Reconciliation & state without a state file

The control loop is the source of truth.

Intermediate12 min · lesson 4 of 12

Crossplane has no state file. The desired state lives in the Kubernetes API (the objects you applied), the actual state lives in the cloud, and a controller runs a reconcile loop that continuously compares them and drives reality toward the spec. This is the standard Kubernetes controller pattern applied to external infrastructure — the cluster’s etcd is the record, and reconciliation, not a periodic plan/apply, is how convergence happens.

The reconcile loop
1spec
desired, in the API
2observe
read the real cloud
3diff
desired vs actual
4act
create/update to converge
This loops forever. Change the cloud out-of-band and the next pass corrects it — self-healing infrastructure.

What no state file changes

It removes a whole category of problems Terraform users know well — no state file to store, lock, encrypt, or corrupt, and no “state drift” because reconciliation is continuous rather than a snapshot. It also changes the failure mode: instead of a plan that fails at apply time, you get objects whose conditions and events tell you, live, what the controller is doing and where the cloud API is refusing.

terminal
# delete the bucket directly in AWS; Crossplane notices and recreates it
$ aws s3 rb s3://acme-logs-prod --force
$ kubectl get bucket acme-logs-prod -w
acme-logs-prod False True # briefly not-ready...
acme-logs-prod True True # ...reconciled back into existence
Continuous reconciliation fights manual changes
Because Crossplane constantly enforces the spec, an out-of-band “quick fix” in the cloud console gets reverted on the next reconcile — which is the point, but surprising if you did not expect it. Make changes through the Kubernetes objects, not the cloud console; if you truly need to pause enforcement, that is what management/pause annotations are for, used deliberately.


**Work to be completed**: Where the records hold the string "JSON", show the whole line it sits on.

━━ Data for this task ━━

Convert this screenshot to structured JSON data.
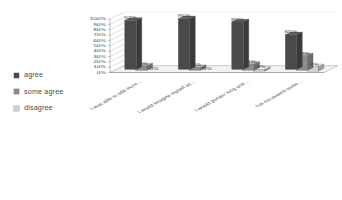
{
  "chart_data": {
    "type": "bar",
    "title": "",
    "subtitle": "",
    "xlabel": "",
    "ylabel": "",
    "ylim": [
      0,
      100
    ],
    "ytick_labels": [
      "100%",
      "90%",
      "80%",
      "70%",
      "60%",
      "50%",
      "40%",
      "30%",
      "20%",
      "10%",
      "0%"
    ],
    "ytick_values": [
      100,
      90,
      80,
      70,
      60,
      50,
      40,
      30,
      20,
      10,
      0
    ],
    "grid": true,
    "legend_position": "left",
    "style": "3d-clustered-column",
    "categories": [
      "I was able to add more…",
      "I would imagine myself as…",
      "I would ponder long and…",
      "I've excavated some…"
    ],
    "series": [
      {
        "name": "agree",
        "color": "#4a4a4a",
        "values": [
          92,
          95,
          89,
          65
        ],
        "labels": [
          "92%",
          "95%",
          "89%",
          "65%"
        ]
      },
      {
        "name": "some agree",
        "color": "#8c8c8c",
        "values": [
          8,
          5,
          11,
          27
        ],
        "labels": [
          "8%",
          "5%",
          "11%",
          "27%"
        ]
      },
      {
        "name": "disagree",
        "color": "#d0d0d0",
        "values": [
          0,
          0,
          3,
          8
        ],
        "labels": [
          "0%",
          "0%",
          "3%",
          "8%"
        ]
      }
    ]
  },
  "legend": {
    "items": [
      {
        "label": "agree",
        "color": "#4a4a4a"
      },
      {
        "label": "some agree",
        "color": "#8c8c8c"
      },
      {
        "label": "disagree",
        "color": "#d0d0d0"
      }
    ]
  }
}
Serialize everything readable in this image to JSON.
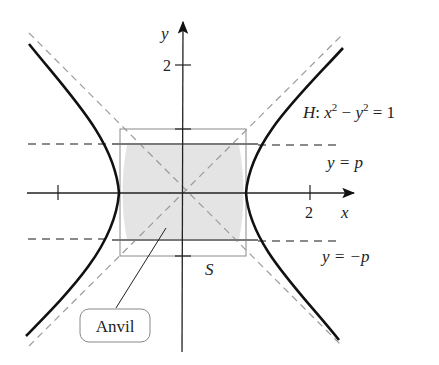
{
  "diagram": {
    "axes": {
      "x_label": "x",
      "y_label": "y",
      "x_tick_label": "2",
      "y_tick_label": "2"
    },
    "curve_label": {
      "prefix": "H",
      "text": "H: x² − y² = 1"
    },
    "lines": {
      "upper": "y = p",
      "lower": "y = −p"
    },
    "square_label": "S",
    "callout": "Anvil",
    "colors": {
      "curve": "#111111",
      "asymptote": "#999999",
      "band_line": "#888888",
      "shade": "#e6e6e6",
      "square": "#888888"
    }
  }
}
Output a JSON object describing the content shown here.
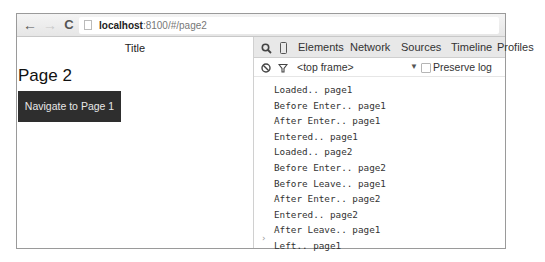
{
  "browser": {
    "back_icon": "←",
    "forward_icon": "→",
    "reload_icon": "C",
    "url_host": "localhost",
    "url_rest": ":8100/#/page2"
  },
  "page": {
    "title": "Title",
    "heading": "Page 2",
    "navigate_button": "Navigate to Page 1"
  },
  "devtools": {
    "search_icon": "🔍",
    "device_icon": "▯",
    "tabs": [
      {
        "label": "Elements"
      },
      {
        "label": "Network"
      },
      {
        "label": "Sources"
      },
      {
        "label": "Timeline"
      },
      {
        "label": "Profiles"
      }
    ],
    "console_bar": {
      "clear_icon": "⃠",
      "filter_icon": "▽",
      "frame": "<top frame>",
      "frame_arrow": "▼",
      "preserve_log_label": "Preserve log",
      "preserve_log_checked": false
    },
    "log": [
      "Loaded.. page1",
      "Before Enter.. page1",
      "After Enter.. page1",
      "Entered.. page1",
      "Loaded.. page2",
      "Before Enter.. page2",
      "Before Leave.. page1",
      "After Enter.. page2",
      "Entered.. page2",
      "After Leave.. page1",
      "Left.. page1"
    ],
    "prompt": "›"
  }
}
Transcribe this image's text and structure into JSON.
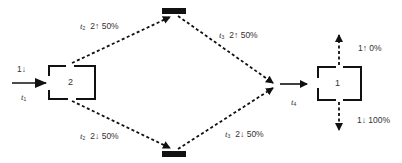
{
  "diagram": {
    "nodes": [
      {
        "id": "box-2",
        "label": "2"
      },
      {
        "id": "box-1",
        "label": "1"
      },
      {
        "id": "bar-top",
        "label": ""
      },
      {
        "id": "bar-bottom",
        "label": ""
      }
    ],
    "input": {
      "state": "1↓",
      "time_var": "t",
      "time_sub": "1"
    },
    "upper_branch": {
      "first_leg": {
        "time_var": "t",
        "time_sub": "2",
        "state": "2↑",
        "prob": "50%"
      },
      "second_leg": {
        "time_var": "t",
        "time_sub": "3",
        "state": "2↑",
        "prob": "50%"
      }
    },
    "lower_branch": {
      "first_leg": {
        "time_var": "t",
        "time_sub": "2",
        "state": "2↓",
        "prob": "50%"
      },
      "second_leg": {
        "time_var": "t",
        "time_sub": "3",
        "state": "2↓",
        "prob": "50%"
      }
    },
    "merge": {
      "time_var": "t",
      "time_sub": "4"
    },
    "outputs": {
      "up": {
        "state": "1↑",
        "prob": "0%"
      },
      "down": {
        "state": "1↓",
        "prob": "100%"
      }
    }
  },
  "colors": {
    "line": "#111111",
    "text": "#333333",
    "background": "#ffffff"
  }
}
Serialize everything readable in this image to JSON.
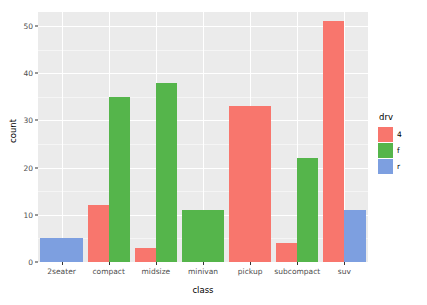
{
  "chart_data": {
    "type": "bar",
    "stacking": "dodge",
    "title": "",
    "xlabel": "class",
    "ylabel": "count",
    "categories": [
      "2seater",
      "compact",
      "midsize",
      "minivan",
      "pickup",
      "subcompact",
      "suv"
    ],
    "series": [
      {
        "name": "4",
        "color": "#f8766d",
        "values": [
          0,
          12,
          3,
          0,
          33,
          4,
          51
        ]
      },
      {
        "name": "f",
        "color": "#55b54b",
        "values": [
          0,
          35,
          38,
          11,
          0,
          22,
          0
        ]
      },
      {
        "name": "r",
        "color": "#7d9fe0",
        "values": [
          5,
          0,
          0,
          0,
          0,
          0,
          11
        ]
      }
    ],
    "ylim": [
      0,
      53
    ],
    "y_ticks": [
      0,
      10,
      20,
      30,
      40,
      50
    ],
    "y_tick_labels": [
      "0",
      "10",
      "20",
      "30",
      "40",
      "50"
    ],
    "grid": true,
    "grid_minor_y": [
      5,
      15,
      25,
      35,
      45
    ],
    "legend": {
      "title": "drv",
      "position": "right",
      "entries": [
        {
          "label": "4",
          "color": "#f8766d"
        },
        {
          "label": "f",
          "color": "#55b54b"
        },
        {
          "label": "r",
          "color": "#7d9fe0"
        }
      ]
    },
    "panel_background": "#ebebeb",
    "plot_background": "#ffffff"
  }
}
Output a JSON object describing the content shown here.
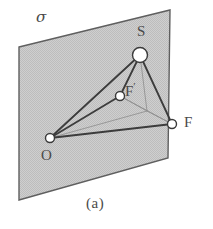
{
  "figure": {
    "caption": "(a)",
    "plane": {
      "name": "sigma",
      "label": "σ",
      "fill_color": "#c9c9c9",
      "edge_color": "#5f5f5f",
      "corners": [
        {
          "x": 19,
          "y": 47
        },
        {
          "x": 170,
          "y": 10
        },
        {
          "x": 168,
          "y": 158
        },
        {
          "x": 19,
          "y": 200
        }
      ]
    },
    "vertices": [
      {
        "id": "O",
        "label": "O",
        "x": 50,
        "y": 138,
        "r": 4.5,
        "fill": "#ffffff",
        "stroke": "#3a3a3a"
      },
      {
        "id": "S",
        "label": "S",
        "x": 140,
        "y": 55,
        "r": 7.5,
        "fill": "#ffffff",
        "stroke": "#3a3a3a"
      },
      {
        "id": "Fp",
        "label": "F",
        "prime": "′",
        "x": 120,
        "y": 96,
        "r": 4.5,
        "fill": "#ffffff",
        "stroke": "#3a3a3a"
      },
      {
        "id": "F",
        "label": "F",
        "x": 172,
        "y": 124,
        "r": 4.5,
        "fill": "#ffffff",
        "stroke": "#3a3a3a"
      },
      {
        "id": "H",
        "label": "",
        "x": 147,
        "y": 111,
        "r": 0,
        "fill": "none",
        "stroke": "none"
      }
    ],
    "solid_edges": [
      {
        "from": "O",
        "to": "S"
      },
      {
        "from": "O",
        "to": "F"
      },
      {
        "from": "S",
        "to": "F"
      },
      {
        "from": "O",
        "to": "Fp"
      },
      {
        "from": "S",
        "to": "Fp"
      }
    ],
    "faint_edges": [
      {
        "from": "Fp",
        "to": "F"
      },
      {
        "from": "O",
        "to": "H"
      },
      {
        "from": "S",
        "to": "H"
      },
      {
        "from": "H",
        "to": "F"
      },
      {
        "from": "Fp",
        "to": "H"
      }
    ],
    "stroke_colors": {
      "solid": "#3c3c3c",
      "faint": "#8c8c8c"
    },
    "stroke_widths": {
      "solid": 1.8,
      "faint": 0.8,
      "plane": 1.4
    }
  }
}
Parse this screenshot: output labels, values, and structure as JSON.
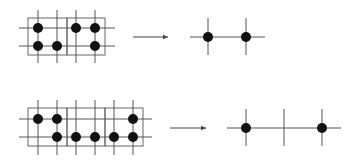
{
  "diagram": {
    "type": "grid-coarsening",
    "colors": {
      "line": "#555555",
      "box": "#666666",
      "dot": "#111111",
      "arrow": "#444444",
      "background": "#ffffff"
    },
    "rows": [
      {
        "label": "row-1",
        "left_grid": {
          "boxes": [
            {
              "x": 28,
              "y": 18,
              "w": 39,
              "h": 37
            },
            {
              "x": 67,
              "y": 18,
              "w": 38,
              "h": 37
            }
          ],
          "vlines": [
            38,
            57,
            76,
            95
          ],
          "vline_y": [
            10,
            63
          ],
          "hlines": [
            28,
            46
          ],
          "hline_x": [
            19,
            115
          ],
          "dots": [
            [
              38,
              28
            ],
            [
              38,
              46
            ],
            [
              57,
              46
            ],
            [
              76,
              28
            ],
            [
              95,
              28
            ],
            [
              95,
              46
            ]
          ]
        },
        "arrow": {
          "x1": 133,
          "x2": 170,
          "y": 37
        },
        "right_grid": {
          "hline": {
            "x1": 190,
            "x2": 265,
            "y": 37
          },
          "vlines": [
            208,
            246
          ],
          "vline_y": [
            18,
            55
          ],
          "dots": [
            [
              208,
              37
            ],
            [
              246,
              37
            ]
          ]
        }
      },
      {
        "label": "row-2",
        "left_grid": {
          "boxes": [
            {
              "x": 28,
              "y": 108,
              "w": 39,
              "h": 38
            },
            {
              "x": 67,
              "y": 108,
              "w": 38,
              "h": 38
            },
            {
              "x": 105,
              "y": 108,
              "w": 38,
              "h": 38
            }
          ],
          "vlines": [
            38,
            57,
            76,
            95,
            114,
            133
          ],
          "vline_y": [
            100,
            155
          ],
          "hlines": [
            119,
            137
          ],
          "hline_x": [
            19,
            152
          ],
          "dots": [
            [
              38,
              119
            ],
            [
              57,
              119
            ],
            [
              57,
              137
            ],
            [
              76,
              137
            ],
            [
              95,
              137
            ],
            [
              114,
              137
            ],
            [
              133,
              119
            ],
            [
              133,
              137
            ]
          ]
        },
        "arrow": {
          "x1": 170,
          "x2": 208,
          "y": 128
        },
        "right_grid": {
          "hline": {
            "x1": 227,
            "x2": 341,
            "y": 128
          },
          "vlines": [
            246,
            284,
            322
          ],
          "vline_y": [
            109,
            146
          ],
          "dots": [
            [
              246,
              128
            ],
            [
              322,
              128
            ]
          ]
        }
      }
    ]
  }
}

━━━

**Response for this exercise**:
Convert this screenshot to structured JSON data.
Serialize everything readable in this image to JSON.
Output a JSON object describing the content shown here.
Transcribe this image's text and structure into JSON.
Serialize everything readable in this image to JSON.
Output a JSON object describing the content shown here.
Parse this screenshot: output labels, values, and structure as JSON.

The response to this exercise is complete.